Home / Archive / The Art of Change / Volco Pilot Project

VOLCO Pilot Project
a Virtual OnLine Co-operative environment for children

visit the site

VOLCO is an evolving Virtual OnLine Co-Operative environment constructed by children communicating between schools and across continents. The main project has been carried out through cSPACE, though the pilot was developed by Loraine Leeson while still at The Art of Change.

The VOLCO project came out of a recognition of the creative possibilities of Internet communications and the development of emergent virtual life. The initial idea was to combine the imaginations of hundreds of participants into the making of an evolving and previously unknown entity. VOLCO tapped into the energy of popular net culture - chat rooms, multi user domains and avatars - the desire to explore identity through fantasy. Imagination was used as the means through which co-operative relationships with others of different cultures and life experiences could be safely explored. This use of fantasy and interactivity was then applied to learning, offering students purposeful activities across a range of subject areas in the National Curriculum.

For the pilot stage of the project, Godwin Junior School in the London Borough of Newham was partnered with Davenport elementary school in North Carolina. The American school was part of a pioneering programme by the Thomas S. Kenan Institute for the Arts to use the arts across the curriculum as support for preferred styles of learning. VOLCO keyed in to this initiative, enabling children to participate through auditory, visual and physical means. The VOLCO pilot encouraged use of a range of digital technology together with traditional media to create fantasy characters, the results of which were displayed on a web site. The children chose partners, and found much in common with each others imaginary personae, all first inhabitants of this imaginary planet. Their task was to collectively begin the invention of all aspects of life on this new world. Instant messaging allowed for the brainstorming of ideas. These were then expressed through images and text and uploaded to begin the planet's online archives. Volcan partners finally met each other through video conferencing (the UK children used facilities at the Millennium Dome), and continued their real world partnerships through e-mail.

VOLCO was not developed to teach skills so much as flexibility and creativity. It aimed to familiarise participants with tools that could be used or learned as needed. It also set out to be transferable and capable of development into a downloadable resource for primary and secondary schools.

The materials produced during the pilot project by children at Godwin and Davenport schools became the first annals of the Volcan archives. As more young people have taken part, these have gradually built up to create a growing, evolving environment and increasingly complex virtual society, out of the children's imaginations. The pilot project set out to demonstrate to young people that if they can invent VOLCO together, they are also equipped to find new, co-operative ways of living on this planet.

The first stage of the VOLCO project was financially supported by Forest Gate and Plaistow SRB, the Arts Council of England, the London Arts Board and Domex.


# EXERCISE REQUIREMENTS
What lines below hold the string "button"? Copy them all.

Collection entries:
== == ==

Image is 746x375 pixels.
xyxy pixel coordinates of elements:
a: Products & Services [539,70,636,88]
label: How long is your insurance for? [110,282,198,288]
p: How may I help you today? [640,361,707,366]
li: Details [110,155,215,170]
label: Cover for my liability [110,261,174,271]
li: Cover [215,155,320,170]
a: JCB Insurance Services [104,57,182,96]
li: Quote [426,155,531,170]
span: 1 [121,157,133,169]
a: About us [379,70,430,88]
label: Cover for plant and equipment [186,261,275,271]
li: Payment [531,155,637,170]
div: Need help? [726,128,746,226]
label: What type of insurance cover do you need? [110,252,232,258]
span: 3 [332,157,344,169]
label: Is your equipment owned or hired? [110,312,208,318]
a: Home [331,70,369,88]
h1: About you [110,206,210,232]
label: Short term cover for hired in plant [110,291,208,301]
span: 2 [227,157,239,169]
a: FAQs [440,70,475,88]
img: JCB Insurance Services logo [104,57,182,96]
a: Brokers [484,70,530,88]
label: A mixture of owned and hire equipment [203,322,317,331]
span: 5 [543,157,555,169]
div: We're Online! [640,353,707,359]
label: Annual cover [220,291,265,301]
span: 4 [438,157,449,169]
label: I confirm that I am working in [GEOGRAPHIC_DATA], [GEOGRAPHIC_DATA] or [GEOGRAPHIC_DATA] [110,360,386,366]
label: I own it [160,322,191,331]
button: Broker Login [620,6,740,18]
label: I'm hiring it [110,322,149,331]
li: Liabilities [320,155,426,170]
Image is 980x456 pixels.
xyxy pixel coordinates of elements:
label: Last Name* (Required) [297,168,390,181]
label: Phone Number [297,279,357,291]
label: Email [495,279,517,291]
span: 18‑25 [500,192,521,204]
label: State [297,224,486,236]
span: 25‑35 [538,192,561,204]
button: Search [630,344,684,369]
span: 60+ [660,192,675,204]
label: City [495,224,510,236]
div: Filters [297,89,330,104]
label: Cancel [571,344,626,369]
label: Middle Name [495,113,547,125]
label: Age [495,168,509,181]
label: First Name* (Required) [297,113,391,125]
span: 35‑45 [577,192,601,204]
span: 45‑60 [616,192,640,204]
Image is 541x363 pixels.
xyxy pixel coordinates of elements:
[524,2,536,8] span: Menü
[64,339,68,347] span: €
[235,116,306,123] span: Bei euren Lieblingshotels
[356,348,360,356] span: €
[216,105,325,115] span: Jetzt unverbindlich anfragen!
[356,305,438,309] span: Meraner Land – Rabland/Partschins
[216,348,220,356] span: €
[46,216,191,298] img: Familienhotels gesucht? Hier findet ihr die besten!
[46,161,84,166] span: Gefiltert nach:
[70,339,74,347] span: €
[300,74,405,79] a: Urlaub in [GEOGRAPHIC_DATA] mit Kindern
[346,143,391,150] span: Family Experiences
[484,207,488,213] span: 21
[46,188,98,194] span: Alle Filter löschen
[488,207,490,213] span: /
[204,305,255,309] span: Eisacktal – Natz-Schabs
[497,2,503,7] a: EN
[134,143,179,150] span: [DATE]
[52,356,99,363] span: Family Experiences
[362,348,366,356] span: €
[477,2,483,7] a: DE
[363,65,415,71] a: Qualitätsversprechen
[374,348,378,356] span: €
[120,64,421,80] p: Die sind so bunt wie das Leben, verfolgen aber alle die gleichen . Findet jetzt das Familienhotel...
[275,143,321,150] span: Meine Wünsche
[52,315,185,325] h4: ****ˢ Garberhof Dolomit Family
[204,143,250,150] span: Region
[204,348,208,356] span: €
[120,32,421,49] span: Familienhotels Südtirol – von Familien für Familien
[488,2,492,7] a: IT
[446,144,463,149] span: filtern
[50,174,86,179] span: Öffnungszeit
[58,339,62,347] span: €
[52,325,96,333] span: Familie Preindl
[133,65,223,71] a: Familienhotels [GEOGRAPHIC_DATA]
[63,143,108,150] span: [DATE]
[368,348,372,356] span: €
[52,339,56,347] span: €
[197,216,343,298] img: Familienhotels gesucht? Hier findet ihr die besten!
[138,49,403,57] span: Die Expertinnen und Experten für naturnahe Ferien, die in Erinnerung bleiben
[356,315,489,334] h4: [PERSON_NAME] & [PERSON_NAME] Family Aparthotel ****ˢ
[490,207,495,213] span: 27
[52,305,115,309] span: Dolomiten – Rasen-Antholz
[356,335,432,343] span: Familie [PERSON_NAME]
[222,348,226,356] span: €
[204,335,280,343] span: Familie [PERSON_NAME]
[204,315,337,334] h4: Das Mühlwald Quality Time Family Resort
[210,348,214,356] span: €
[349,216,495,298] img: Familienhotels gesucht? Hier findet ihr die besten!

== == ==

# WRITTEN ANSWER
button: Broker Login [620,6,740,18]
button: Search [630,344,684,369]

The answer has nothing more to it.